In the mediaeval stories of no
Latin or Teutonic people does this strike one as in those of the
Welsh. Kilhwch, in the story, already quoted, of Kilhwch and Olwen,
asks help at the hand of Arthur's warriors; a list of these warriors
is given, which fills I know not how many pages of Lady Charlotte
Guest's book; this list is a perfect treasure-house of mysterious
ruins:-
'Teithi Hen, the son of Gwynham--(his domains were swallowed up by
the sea, and he himself hardly escaped, and he came to Arthur, and
his knife had this peculiarity, that from the time that he came there
no haft would ever remain upon it, and owing to this a sickness came
over him, and he pined away during the remainder of his life, and of
this he died).
'Drem, the son of Dremidyd--(when the gnat arose in the morning with
the sun, Drem could see it from Gelli Wic in Cornwall, as far off as
Pen Blathaon in North Britain).
'Kynyr Keinvarvawc--(when he was told he had a son born, he said to
his wife: Damsel, if thy son be mine, his heart will be always cold,
and there will be no warmth in his hands).'
How evident, again, is the slightness of the narrator's hold upon the
Twrch-Trwyth and his strange story! How manifest the mixture of
known and unknown, shadowy and clear, of different layers and orders
of tradition jumbled together, in the story of Bran the Blessed, a
story whose personages touch a comparatively late and historic time.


Please show all lines of the records that include "curve".

Data tied to figure images
┌────────

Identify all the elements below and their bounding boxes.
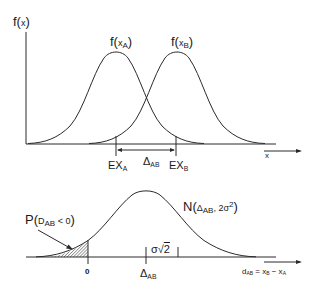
bottom-x-arrow <box>264 260 302 264</box>
top-x-arrow <box>264 149 302 153</box>
delta-tick-label: ΔAB <box>140 268 156 281</box>
top-panel <box>26 32 302 156</box>
curve-a-label: f(xA) <box>110 35 132 50</box>
delta-label: ΔAB <box>143 156 159 169</box>
zero-tick-label: 0 <box>85 268 89 276</box>
delta-arrow <box>117 148 175 152</box>
curve-b <box>89 52 265 144</box>
probability-label: P(DAB < 0) <box>25 213 75 228</box>
normal-distribution-diagram: f(x) f(xA) f(xB) ΔAB EXA EXB x N(ΔAB, 2σ… <box>0 0 316 297</box>
sigma-root-label: σ√2 <box>151 244 170 255</box>
marker-b-label: EXB <box>169 160 188 173</box>
y-axis-label: f(x) <box>13 15 30 28</box>
top-x-axis-label: x <box>265 152 269 160</box>
curve-b-label: f(xB) <box>171 35 193 50</box>
distribution-label: N(ΔAB, 2σ2) <box>183 200 238 215</box>
curve-a <box>28 52 204 144</box>
bottom-x-axis-label: dAB = xB − xA <box>242 268 286 277</box>
probability-pointer-arrow <box>38 230 73 250</box>
marker-a-label: EXA <box>108 160 127 173</box>
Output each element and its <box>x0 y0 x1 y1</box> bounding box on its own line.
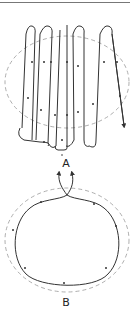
panel-b <box>5 173 129 292</box>
panel-a-label: A <box>56 158 76 170</box>
target-region-boundary-b <box>5 188 129 292</box>
entry-path <box>59 173 67 195</box>
direction-markers-b <box>12 201 117 284</box>
exit-path <box>67 173 73 195</box>
serpentine-scan-path <box>19 25 124 150</box>
panel-b-label: B <box>56 297 76 309</box>
path-end-arrow <box>112 34 124 126</box>
panel-a <box>5 25 129 156</box>
stray-mark <box>61 154 63 156</box>
closed-loop-path <box>15 195 119 285</box>
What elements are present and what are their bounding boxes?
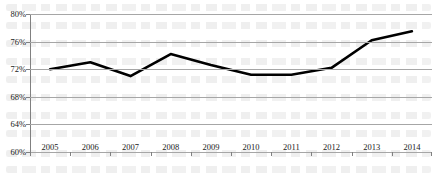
x-axis-label: 2006 (82, 142, 99, 152)
gridline-y (30, 14, 432, 15)
x-axis-label: 2008 (162, 142, 179, 152)
y-axis-tick (26, 69, 30, 70)
x-axis-label: 2014 (403, 142, 420, 152)
x-axis-label: 2013 (363, 142, 380, 152)
x-axis-tick (231, 152, 232, 156)
gridline-y (30, 69, 432, 70)
gridline-y (30, 124, 432, 125)
x-axis-tick (352, 152, 353, 156)
series-line (30, 14, 432, 152)
x-axis-label: 2011 (283, 142, 300, 152)
y-axis-tick (26, 97, 30, 98)
x-axis-tick (311, 152, 312, 156)
y-axis-label: 64% (0, 120, 26, 129)
y-axis-label: 76% (0, 37, 26, 46)
y-axis-label: 60% (0, 148, 26, 157)
gridline-y (30, 97, 432, 98)
x-axis-tick (30, 152, 31, 156)
x-axis-tick (191, 152, 192, 156)
x-axis-tick (271, 152, 272, 156)
y-axis-tick (26, 14, 30, 15)
x-axis-label: 2009 (202, 142, 219, 152)
x-axis-tick (392, 152, 393, 156)
x-axis-label: 2010 (243, 142, 260, 152)
line-chart: 80%76%72%68%64%60%2005200620072008200920… (0, 0, 437, 177)
y-axis-tick (26, 42, 30, 43)
gridline-y (30, 42, 432, 43)
x-axis-label: 2007 (122, 142, 139, 152)
x-axis-tick (431, 152, 432, 156)
x-axis-label: 2012 (323, 142, 340, 152)
x-axis-tick (70, 152, 71, 156)
y-axis-tick (26, 124, 30, 125)
y-axis-label: 80% (0, 10, 26, 19)
x-axis-label: 2005 (42, 142, 59, 152)
x-axis-tick (110, 152, 111, 156)
plot-area (30, 14, 432, 152)
x-axis-tick (151, 152, 152, 156)
y-axis-label: 68% (0, 93, 26, 102)
y-axis-label: 72% (0, 65, 26, 74)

└────────

*EXPECTED OUTPUT:*
curve-a-label: f(xA) <box>110 35 132 50</box>
curve-b <box>89 52 265 144</box>
curve-b-label: f(xB) <box>171 35 193 50</box>
curve-a <box>28 52 204 144</box>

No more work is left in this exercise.